But first open up this link in a new window: http://www.youtube.com/watch?v=p8Rl1u4YdHw
By Wayne Shelor
When I dig down into the roots of rock 'n' roll ... or clamber out on the branches of modern music, I sometimes go out on a limb. It's, a vantage point that often helps me better understand the history
of popular music.I'm willing to bet this Sunday morning that the first "real" Jamaican reggae song to make the American charts was the song "Israelites" by Desmond Dekker and the Aces in 1969.
When I went searching for reggae-influenced songs that got wide-spread AM radio play prior to '69, the best I can come up with is Millie Small's "My Boy Lollipop" (with a English lad named Rod Stewart playing harmonica) ... and the Rock Steady-styled "Hold Me Tight" by Johnny Nash. But in "Israelites" you have the germination of a musical seed ready to spread across the American landscape like ... well like a weed, so to speak.

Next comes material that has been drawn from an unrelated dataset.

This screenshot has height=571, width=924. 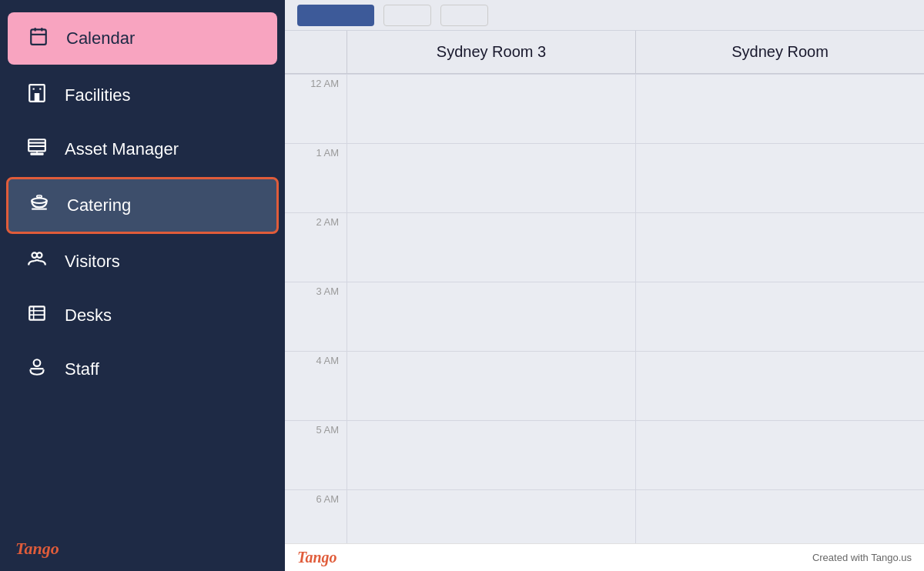 I want to click on cell-r1-2am, so click(x=491, y=247).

Reggae music in Jamaica, particularly in the 1960s, was evolving - taking root - after the flowering of Rock Steady, which took bloom after the ska style. And as far as the name of the song -- "Israelites"? Rastafarian is a religious sect of liberal Biblical construction created by followers of the teaching of Marcus Garvey, a Jamaican living in Harlem. Garvey "prophesized" the crowning of a black king, and when Haile Selassie was crowned king in Ethiopia, it was seen as a fulfilled prophesy.
Followers then taught that the Africans transported to the Western Hemisphere prior to the Industrial Revolution must have been Ethiopians; they couldn’t have been Senegalese, they weren't Ivory Coasters, they must have been Ethiopians, because only Ethiopians are considered by the Rasta sect to be one of the 12 Lost Tribes of Israel. Thus, the "Israelites." Now you know ...
The song, sung in the loping sing-song patois of Jamaica, decries the workin'-hard-for-slave-wages station of so many Jamaicans, a good -- if abjectly hard-scrabble poor people -- who had little hope of escaping their lot in life. And they dared not resort to the deeds of outlaws such as the American bandit duo of Bonnie and Clyde, mentioned in the song.
Dekker was no one-hit wonder. Before "Israelites" climbed the American charts he had quite a few hits back home in Jamaica. And although Dekker and the Aces never charted again, I still think of him as the First Father of Reggae, the artist who parted the waters between the islands and the North American continent, and who sent up smoke signals so that groups such as Bob Marley and the Wailers and Burning Spear could follow him the promised land.
Dekker died in 2006, but I still picture him wanderin' the Caribbean, singin' for his supper ... and plantin' the seeds, so to speak, of hope, virtue and justice.
Related Minutia: Dekker worked with Bob Marley in a welding shop; The Beatles’ "Obla Di, Obla Da" was a tribute to reggae, Paul McCartney acknowledged the influence (listen to his loping bass-line), and that Dekker even got a name check in the song ("Desmond has a barrow in the marketplace...").
Interesting timing: We just spent all Saturday afternoon at a little hole-in-the-wall Jamaican restaurant drinking the best coffee in town.